BEGIN

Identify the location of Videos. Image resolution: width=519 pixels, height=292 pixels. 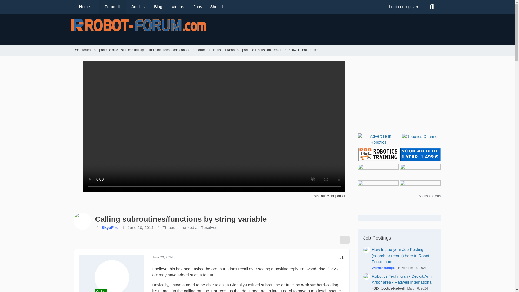
(177, 6).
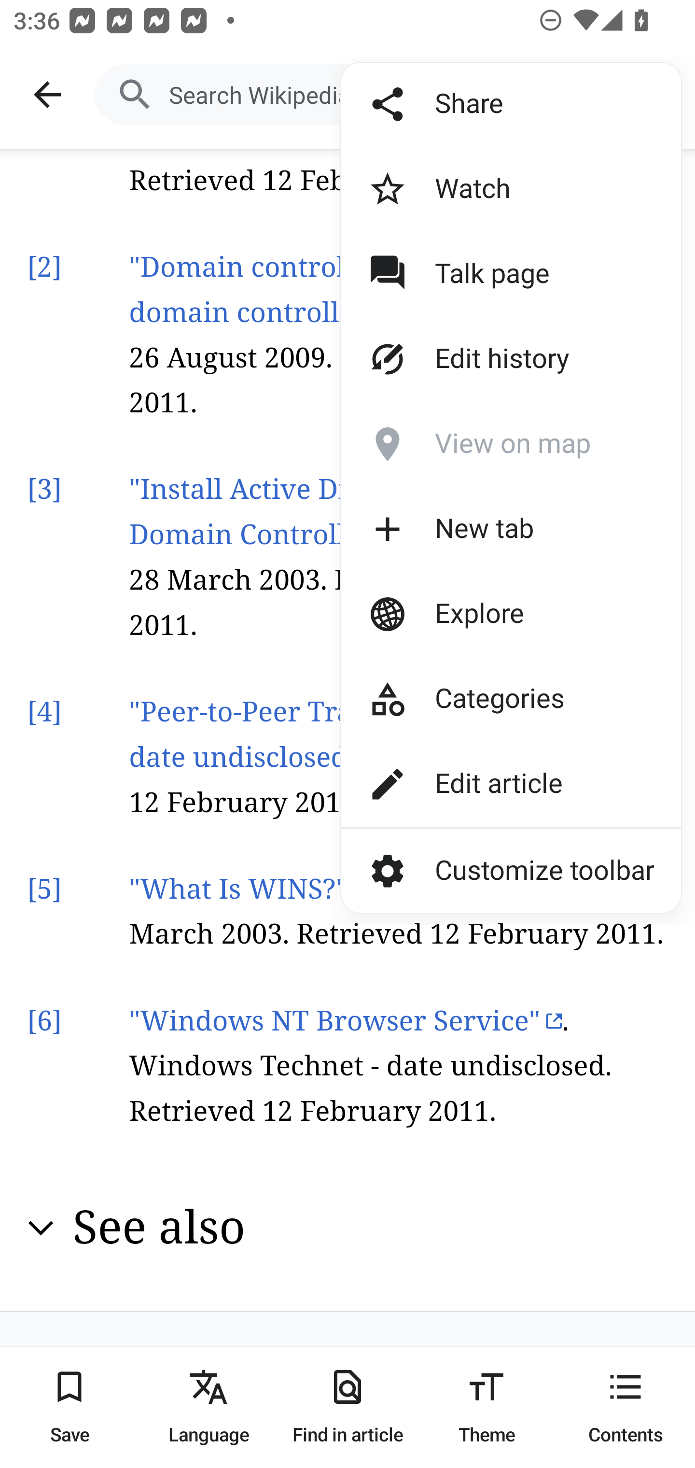 This screenshot has height=1468, width=695. Describe the element at coordinates (479, 104) in the screenshot. I see `Share` at that location.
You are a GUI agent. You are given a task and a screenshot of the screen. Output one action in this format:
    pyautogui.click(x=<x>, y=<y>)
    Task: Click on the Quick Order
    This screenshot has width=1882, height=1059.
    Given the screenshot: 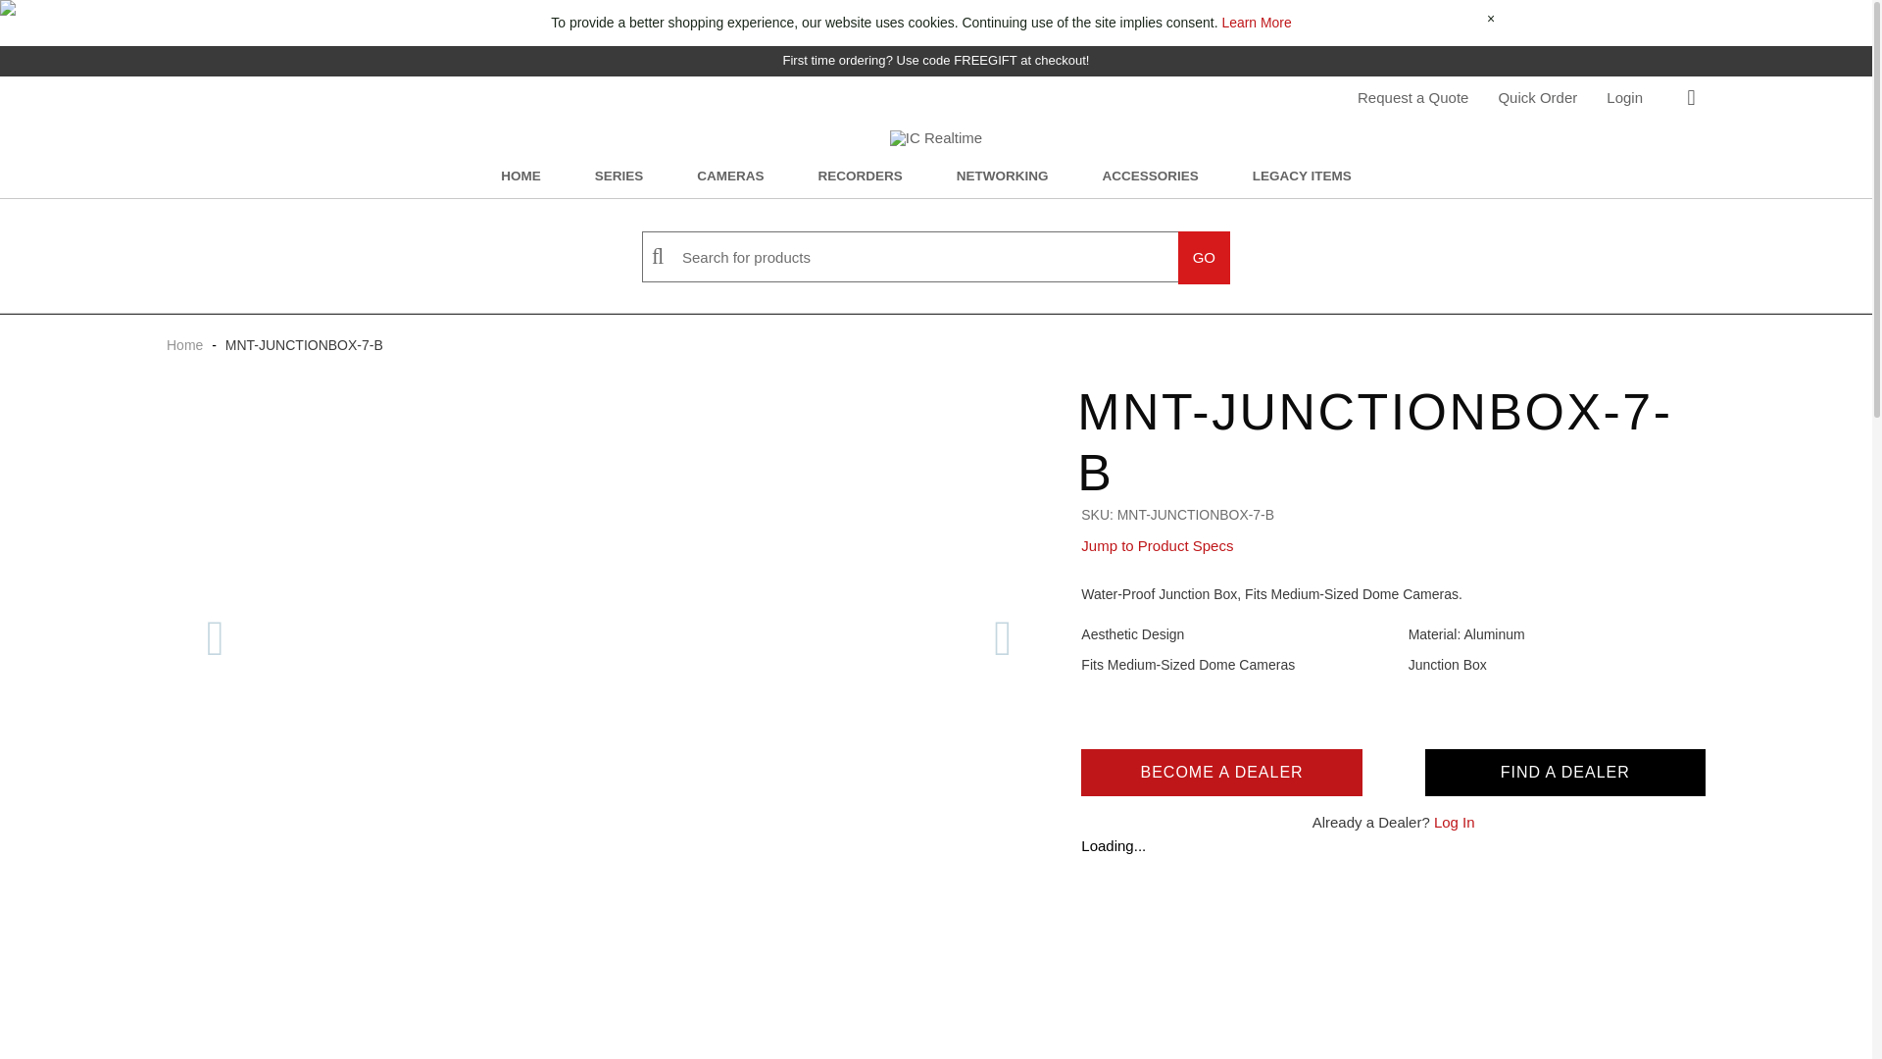 What is the action you would take?
    pyautogui.click(x=1537, y=98)
    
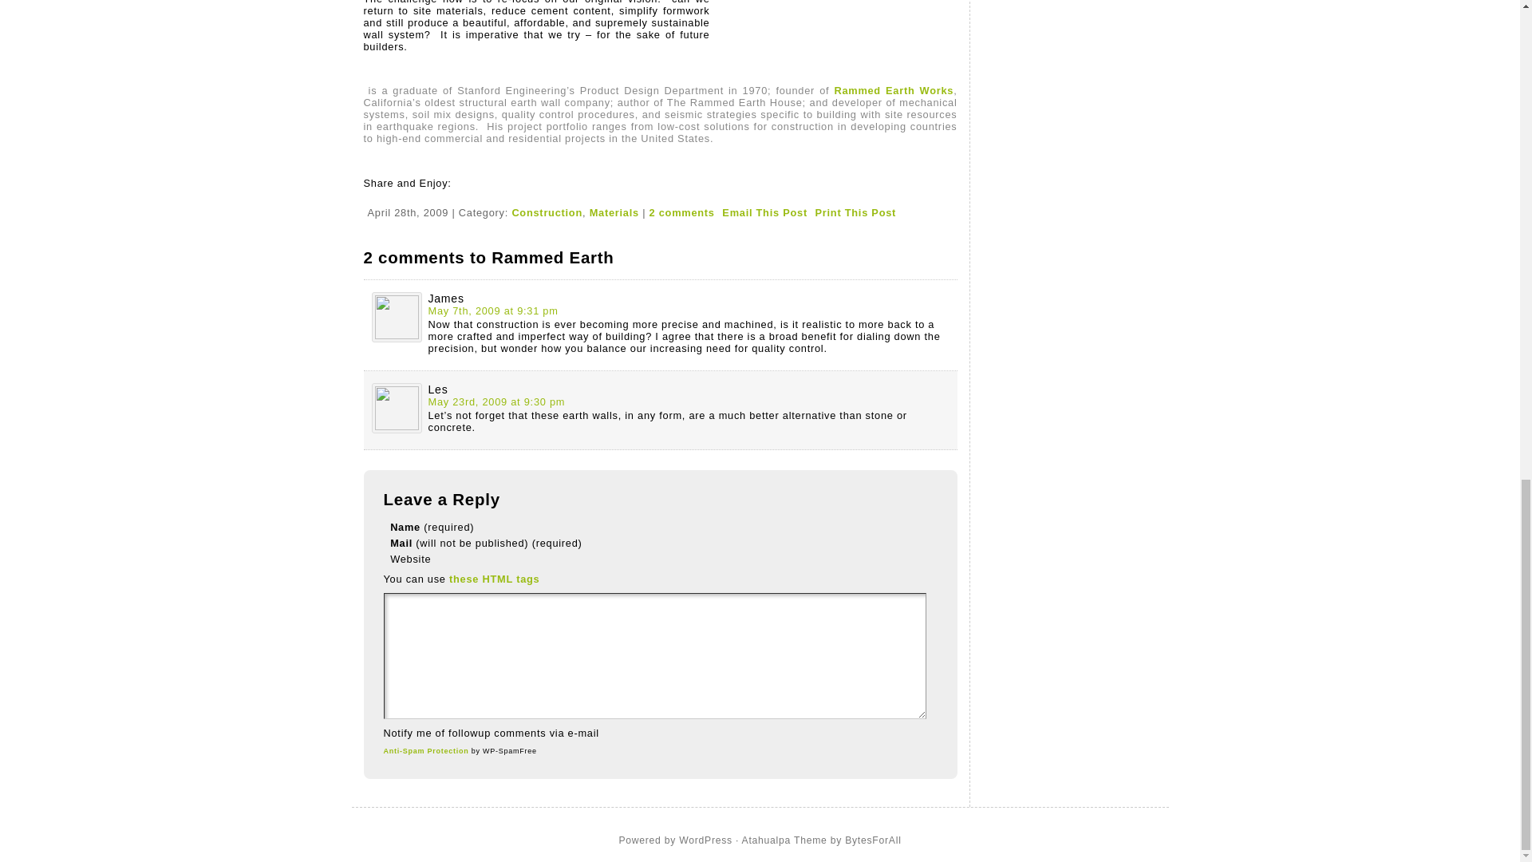 Image resolution: width=1532 pixels, height=862 pixels. I want to click on Digg, so click(392, 195).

END

§ Work item
Copy out exactly, with no pictures, the lines of the data from the first one through the line bearing "This screenshot has width=1882, height=1059.".

§ Result
Identify the location of Videos. Image resolution: width=519 pixels, height=292 pixels. 
(177, 6).
 This screenshot has height=1468, width=695. Describe the element at coordinates (479, 104) in the screenshot. I see `Share` at that location.
You are a GUI agent. You are given a task and a screenshot of the screen. Output one action in this format:
    pyautogui.click(x=<x>, y=<y>)
    Task: Click on the Quick Order
    This screenshot has width=1882, height=1059.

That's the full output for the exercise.